L2

There is no Google or Amazon of personal finance

Marc Hedlund, co-founder of Wesabe, recently wrote a blog post offering insight into why Wesabe failed and its competitor, Mint, succeeded. The two web applications, which launched within a year of each other, both aimed to help users manage their personal finances. While Wesabe enabled users to tag stores and transactions and took a more community-oriented approach, Mint automatically categorizes information as it is imported from various financial institutions.

Dictation Software for the Macintosh

"Finally, Professional Dictation Software for the Mac"

According to the article, Andrew Taylor worked on creating speech recognition software for the Mac for 10 years while his competitor, Dragon NaturallySpeaking, made their own version.  In February of 2010 Dragon, now Nuance, bought Andrew's company and gave his team access to all of the company's dictation-software expertise, marketing power and other resources.

Next-Gen Cameras with GPS?

NYT story on July 28th, 2010, (http://gadgetwise.blogs.nytimes.com/2010/07/28/why-dont-more-cameras-offer-gps/) suggests that cameras with GPS functions have been in the market for a year or two. These cameras will provide either built-in or stand-alone add-on devices to capture the latitude and longitude of the location, and ‘geo-tag’ any photo with such information.

The future of books: Video

Books are important for I-Schoolers. Not just because the School of Information resides on the ground where the Library School once stood but also because libraries were the first to propose and partially solve the organization of information. Libraries are where it all started. The first information organization, the first information retrieval systems and the first document management systems.

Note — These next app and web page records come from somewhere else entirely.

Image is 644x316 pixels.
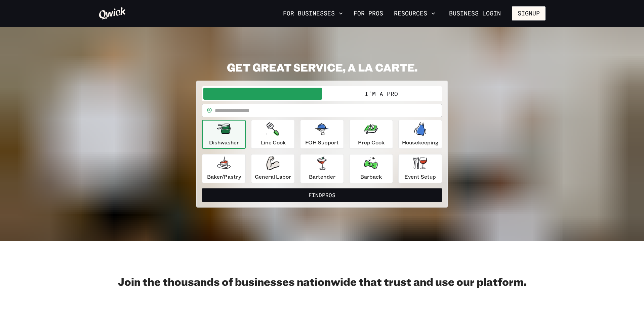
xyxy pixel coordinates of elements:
p: Prep Cook [358,139,385,146]
button: FindPros [202,188,442,202]
button: Event Setup [399,154,442,183]
button: Prep Cook [349,120,393,149]
button: Baker/Pastry [202,154,245,183]
p: Baker/Pastry [207,172,241,180]
button: Housekeeping [399,120,442,149]
p: Event Setup [404,172,436,180]
button: Line Cook [251,120,295,149]
button: Barback [349,154,393,183]
p: Barback [360,172,382,180]
button: General Labor [251,154,295,183]
p: Dishwasher [209,139,239,146]
a: Business Login [443,6,507,20]
button: Signup [512,6,546,20]
p: Bartender [309,172,336,180]
p: FOH Support [305,139,339,146]
button: Dishwasher [202,120,245,149]
p: Housekeeping [402,139,439,146]
button: I'm a Business [204,88,322,100]
button: I'm a Pro [322,88,440,100]
h2: Join the thousands of businesses nationwide that trust and use our platform. [98,275,546,288]
p: General Labor [255,172,291,180]
p: Line Cook [261,139,286,146]
button: For Businesses [280,8,346,19]
h2: GET GREAT SERVICE, A LA CARTE. [196,61,448,74]
a: For Pros [351,8,386,19]
button: Bartender [300,154,344,183]
button: FOH Support [300,120,344,149]
button: Resources [391,8,438,19]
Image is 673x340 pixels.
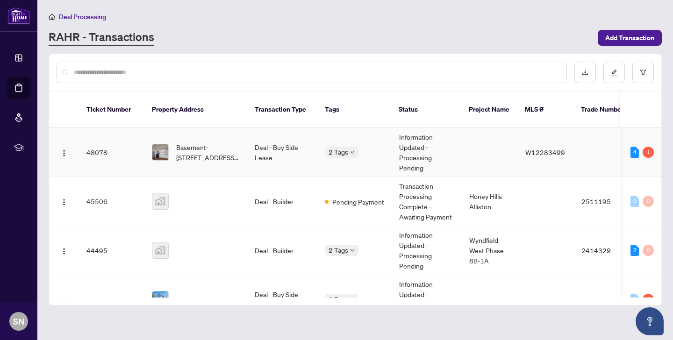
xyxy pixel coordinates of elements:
button: Open asap [636,308,664,336]
div: 0 [631,196,639,207]
button: Logo [57,145,72,160]
td: Information Updated - Processing Pending [392,275,462,324]
span: - [176,196,179,207]
th: Trade Number [574,92,639,128]
td: 2414329 [574,226,640,275]
th: Status [391,92,461,128]
td: Information Updated - Processing Pending [392,128,462,177]
th: Ticket Number [79,92,144,128]
span: 2 Tags [329,294,348,305]
span: 2 Tags [329,147,348,158]
td: 44495 [79,226,144,275]
img: logo [7,7,30,24]
button: Logo [57,194,72,209]
img: Logo [60,297,68,304]
div: 3 [643,294,654,305]
th: MLS # [518,92,574,128]
img: thumbnail-img [152,292,168,308]
div: 0 [643,245,654,256]
div: 0 [631,294,639,305]
img: thumbnail-img [152,194,168,209]
span: filter [640,69,647,76]
td: Transaction Processing Complete - Awaiting Payment [392,177,462,226]
td: 2511195 [574,177,640,226]
button: Logo [57,243,72,258]
span: home [49,14,55,20]
td: - [462,275,518,324]
td: 2509953 [574,275,640,324]
span: X12136133 [525,295,563,304]
td: - [574,128,640,177]
td: Deal - Builder [247,226,317,275]
td: 45506 [79,177,144,226]
span: - [176,245,179,256]
div: 1 [643,147,654,158]
td: - [462,128,518,177]
th: Project Name [461,92,518,128]
button: edit [604,62,625,83]
div: 2 [631,245,639,256]
div: 0 [643,196,654,207]
button: download [575,62,596,83]
th: Tags [317,92,391,128]
span: Pending Payment [332,197,384,207]
td: Information Updated - Processing Pending [392,226,462,275]
td: 42655 [79,275,144,324]
img: Logo [60,248,68,255]
span: 2 Tags [329,245,348,256]
td: 48078 [79,128,144,177]
button: filter [633,62,654,83]
td: Deal - Buy Side Sale [247,275,317,324]
span: Basement-[STREET_ADDRESS][PERSON_NAME][PERSON_NAME] [176,142,240,163]
span: Deal Processing [59,13,106,21]
td: Honey Hills Alliston [462,177,518,226]
span: [STREET_ADDRESS] [176,295,236,305]
a: RAHR - Transactions [49,29,154,46]
img: thumbnail-img [152,243,168,259]
span: SN [13,315,24,328]
img: Logo [60,150,68,157]
span: download [582,69,589,76]
th: Transaction Type [247,92,317,128]
img: thumbnail-img [152,144,168,160]
span: Add Transaction [605,30,655,45]
span: W12283499 [525,148,565,157]
span: edit [611,69,618,76]
th: Property Address [144,92,247,128]
div: 4 [631,147,639,158]
button: Logo [57,292,72,307]
td: Deal - Builder [247,177,317,226]
td: Wyndfield West Phase 8B-1A [462,226,518,275]
img: Logo [60,199,68,206]
td: Deal - Buy Side Lease [247,128,317,177]
span: down [350,297,355,302]
span: down [350,248,355,253]
span: down [350,150,355,155]
button: Add Transaction [598,30,662,46]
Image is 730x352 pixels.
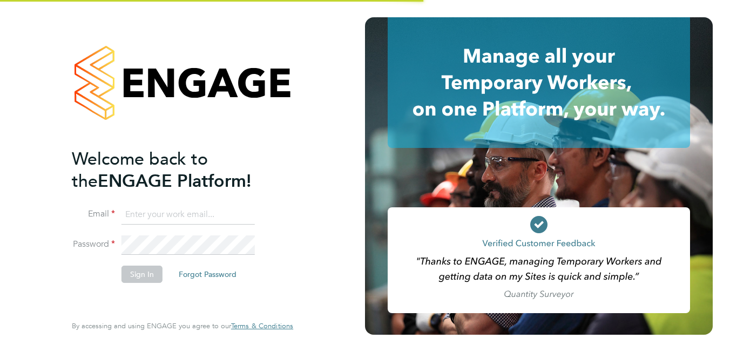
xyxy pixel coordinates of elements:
span: Welcome back to the [72,149,208,192]
input: Enter your work email... [122,205,255,225]
label: Email [72,209,115,220]
button: Forgot Password [170,266,245,283]
a: Terms & Conditions [231,322,293,331]
span: Terms & Conditions [231,321,293,331]
button: Sign In [122,266,163,283]
label: Password [72,239,115,250]
span: By accessing and using ENGAGE you agree to our [72,321,293,331]
h2: ENGAGE Platform! [72,148,283,192]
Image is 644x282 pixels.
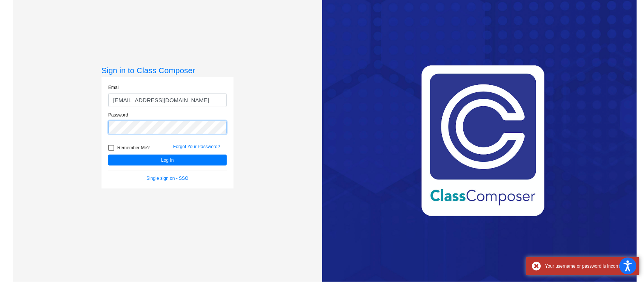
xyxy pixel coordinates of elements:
[108,112,128,118] label: Password
[118,143,150,152] span: Remember Me?
[108,84,119,91] label: Email
[545,263,634,269] div: Your username or password is incorrect
[108,155,227,165] button: Log In
[147,175,188,181] a: Single sign on - SSO
[102,66,234,75] h3: Sign in to Class Composer
[173,144,220,149] a: Forgot Your Password?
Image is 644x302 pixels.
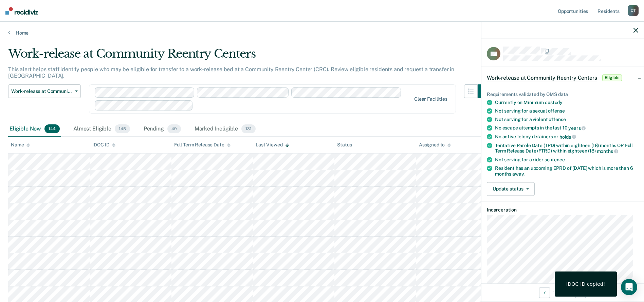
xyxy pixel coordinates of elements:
[495,100,638,105] div: Currently on Minimum
[621,279,637,295] div: Open Intercom Messenger
[487,182,535,196] button: Update status
[482,67,644,88] div: Work-release at Community Reentry CentersEligible
[495,157,638,163] div: Not serving for a rider
[11,142,30,148] div: Name
[414,96,447,102] div: Clear facilities
[487,91,638,97] div: Requirements validated by OMS data
[92,142,116,148] div: IDOC ID
[495,142,638,154] div: Tentative Parole Date (TPD) within eighteen (18) months OR Full Term Release Date (FTRD) within e...
[419,142,451,148] div: Assigned to
[513,171,525,176] span: away.
[174,142,231,148] div: Full Term Release Date
[597,149,618,154] span: months
[495,108,638,114] div: Not serving for a sexual
[487,207,638,213] dt: Incarceration
[5,7,38,14] img: Recidiviz
[628,5,639,16] div: C T
[566,281,605,287] div: IDOC ID copied!
[241,125,256,133] span: 131
[8,66,454,79] p: This alert helps staff identify people who may be eligible for transfer to a work-release bed at ...
[495,125,638,131] div: No escape attempts in the last 10
[549,117,566,122] span: offense
[560,134,576,139] span: holds
[44,125,60,133] span: 144
[539,287,550,298] button: Previous Opportunity
[256,142,289,148] div: Last Viewed
[487,74,597,81] span: Work-release at Community Reentry Centers
[11,88,72,94] span: Work-release at Community Reentry Centers
[545,100,563,105] span: custody
[545,157,565,163] span: sentence
[193,122,257,137] div: Marked Ineligible
[568,126,586,131] span: years
[8,122,61,137] div: Eligible Now
[548,108,565,113] span: offense
[603,74,622,81] span: Eligible
[8,30,636,36] a: Home
[115,125,130,133] span: 145
[142,122,183,137] div: Pending
[495,165,638,177] div: Resident has an upcoming EPRD of [DATE] which is more than 6 months
[72,122,131,137] div: Almost Eligible
[495,134,638,140] div: No active felony detainers or
[168,125,181,133] span: 49
[482,283,644,302] div: 138 / 150
[337,142,352,148] div: Status
[495,117,638,123] div: Not serving for a violent
[8,47,491,66] div: Work-release at Community Reentry Centers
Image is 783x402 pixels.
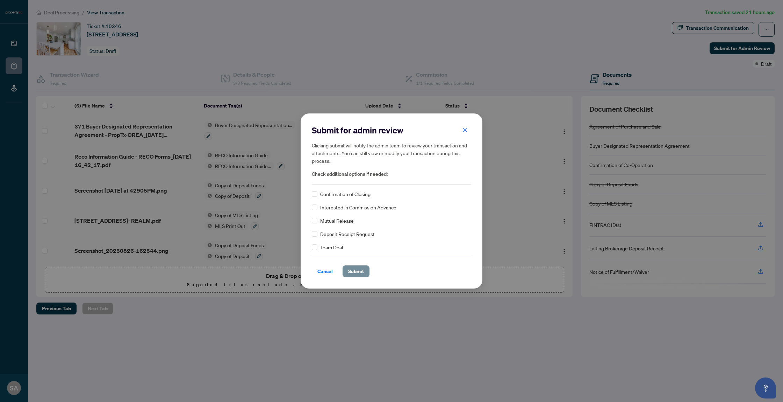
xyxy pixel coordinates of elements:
span: Check additional options if needed: [312,170,471,178]
h5: Clicking submit will notify the admin team to review your transaction and attachments. You can st... [312,141,471,164]
span: Confirmation of Closing [320,190,371,198]
span: Mutual Release [320,216,354,224]
span: Interested in Commission Advance [320,203,397,211]
span: Team Deal [320,243,343,251]
button: Submit [343,265,370,277]
button: Cancel [312,265,339,277]
span: Submit [348,265,364,277]
button: Open asap [755,377,776,398]
span: Deposit Receipt Request [320,230,375,237]
span: Cancel [318,265,333,277]
h2: Submit for admin review [312,125,471,136]
span: close [463,127,468,132]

We discussed some of it in our classes, got our mind imploded with the "Library of Babel". We saw with amazement the old book catalog card Bob showed us in class.

The decline and fall of the print dictionary market: an online-only OED?

Several weeks ago, the Oxford University Press conceded that because of the internet, there probably won't be a physical print version of the next edition of the Oxford English Dictionary: http://www.telegraph.co.uk/culture/books/booknews/7970391/Oxford-English-Dictionary-will-not-be-printed-again.html

Google's Book Search: A Disaster for Scholars

http://chronicle.com/article/Googles-Book-Search-A/48245/

I dug up this almost year old op-ed published in The Chronicle of higher education because it highlights some of the most challenging problems associated with metadata, classification and describing collections.

Remixable Digital Law School Casebooks. Metacrap or Controlled Vocabulary?

Harvard Law School professor Jonathan Zittrain and his team showcased Collage at the Berkman Center today. What's Collage? It's a tool that facilitates the creation of "an online casebook that's free, remixable and that can be used not just for a specific class, but for instructors" in law schools.